All these retailers these days are under pressure. Why? It's because... for the last 30 years, value equaled price. But now, value equals price, convenience, and a little bit of brand.
Economists tell us that the 'price' of an object and its 'value' have very little or nothing to do with one another. 'Value' is entirely subjective economic value, anyway while 'price' reflects whatever a buyer is willing to give up to get the object in question, and whatever the seller is willing to accept to give it up. Both are governed by the Law of Marginal Utility, which is actually a law of psychology, rather than economics. For government to attempt to dictate a 'fair price' betrays complete misunderstanding of the entire process.
To a value investor, investments come in three varieties: undervalued at one price, fairly valued at another price, and overvalued at still some higher price. The goal is to buy the first, avoid the second, and sell the third.
In stating the principles which regulate exchangeable value and price, we should carefully distinguish between those variations which belong to the commodity itself, and those which are occasioned by a variation in the medium in which value is estimated, or price expressed.
The value of an item - in the mind of a consumer - is simply the difference between the anticipated price and the price on the tag.
The value of an item—in the mind of a consumer—is simply the difference between the anticipated price and the price on the tag.
Nothing of value is free. Even the breath of life is purchased at birth only through gasping effort and pain... The best things in life are beyond money; their price is agony and sweat and devotion... and the price demanded for the most precious of all things in life is life itself--ultimate cost for perfect value
Differentiate your products, provide great service and don't even think about trying to compete with Wal-Mart on Price.
For some reason people take their cues from price action rather than from values. Price is what you pay. Value is what you get.
If the only tool we use to analyse what's valuable is a price tag, then those things that don't have price tags begin to look like they have no value.
Value can mean a price.

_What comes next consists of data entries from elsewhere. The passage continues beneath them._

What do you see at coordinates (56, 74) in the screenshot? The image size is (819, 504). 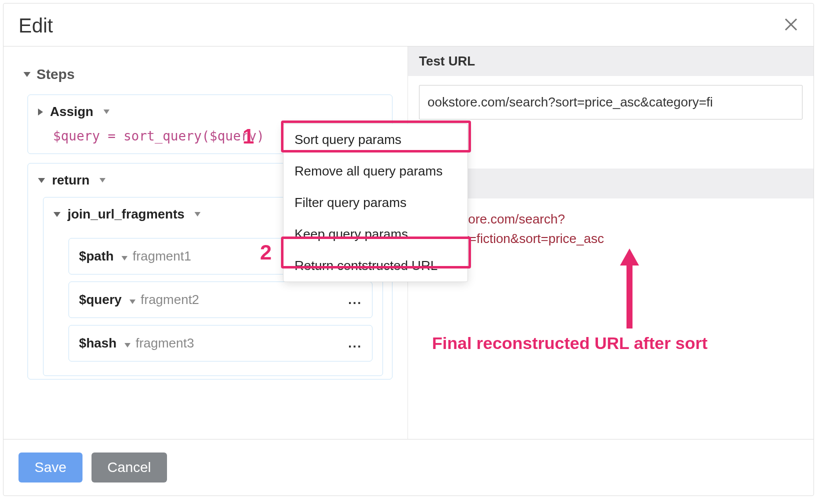 I see `steps-label: Steps` at bounding box center [56, 74].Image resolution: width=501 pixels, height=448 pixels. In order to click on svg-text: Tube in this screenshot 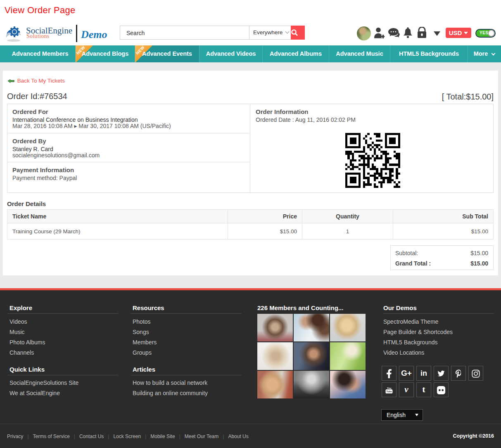, I will do `click(389, 392)`.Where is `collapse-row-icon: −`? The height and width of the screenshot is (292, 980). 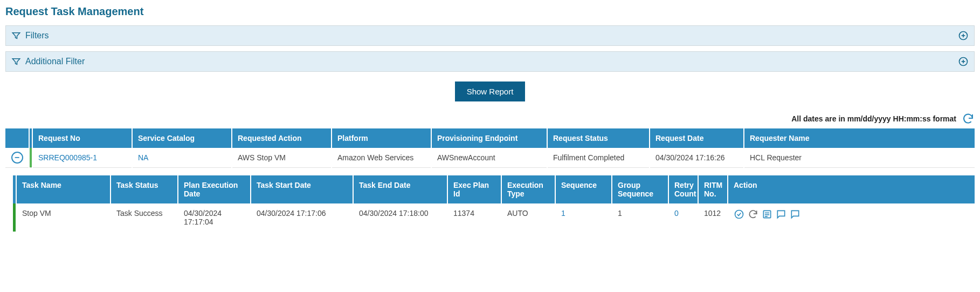
collapse-row-icon: − is located at coordinates (17, 158).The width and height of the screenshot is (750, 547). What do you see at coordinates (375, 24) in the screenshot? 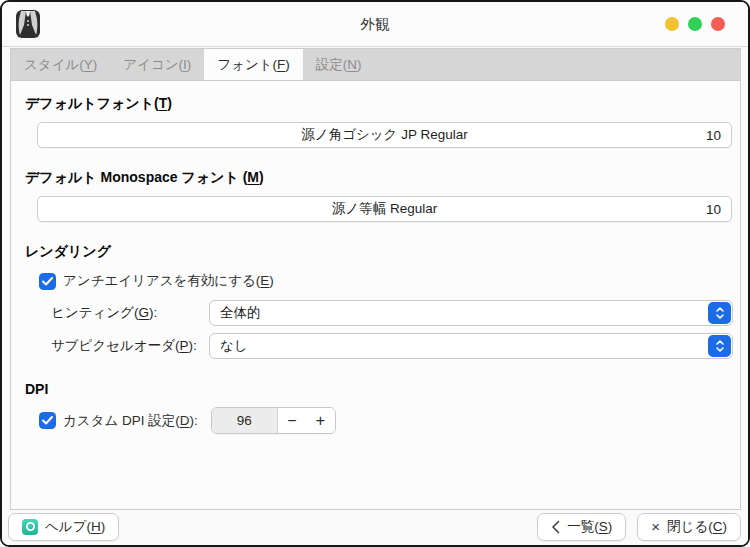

Value can mean exclusivity. Value can mean, 'I can't get it anywhere else, and this is really something I want.'
You need to understand the market, know how you can differentiate yourself in it, and grasp the price and the functional differentiation competitive points that are going to allow you to be disruptive.
I know the price of lettuce. You need to understand price and value. You buy the best lettuce you can at the best price you can.
There is value in education, but, as we do with anything else, we should start being careful to weigh that value with the price tag that's attached to it.
Edge also implies what Ben Graham....called a margin of safety. You have a margin of safety when you buy an asset at a price that is substantially less than its value. As Graham noted, the margin of safety 'is available for absorbing the effect of miscalculations or worse than average luck.' ...Graham expands, "The margin of safety is always dependent on the price paid. It will be large at one price, small at some higher price, nonexistent at some still higher price."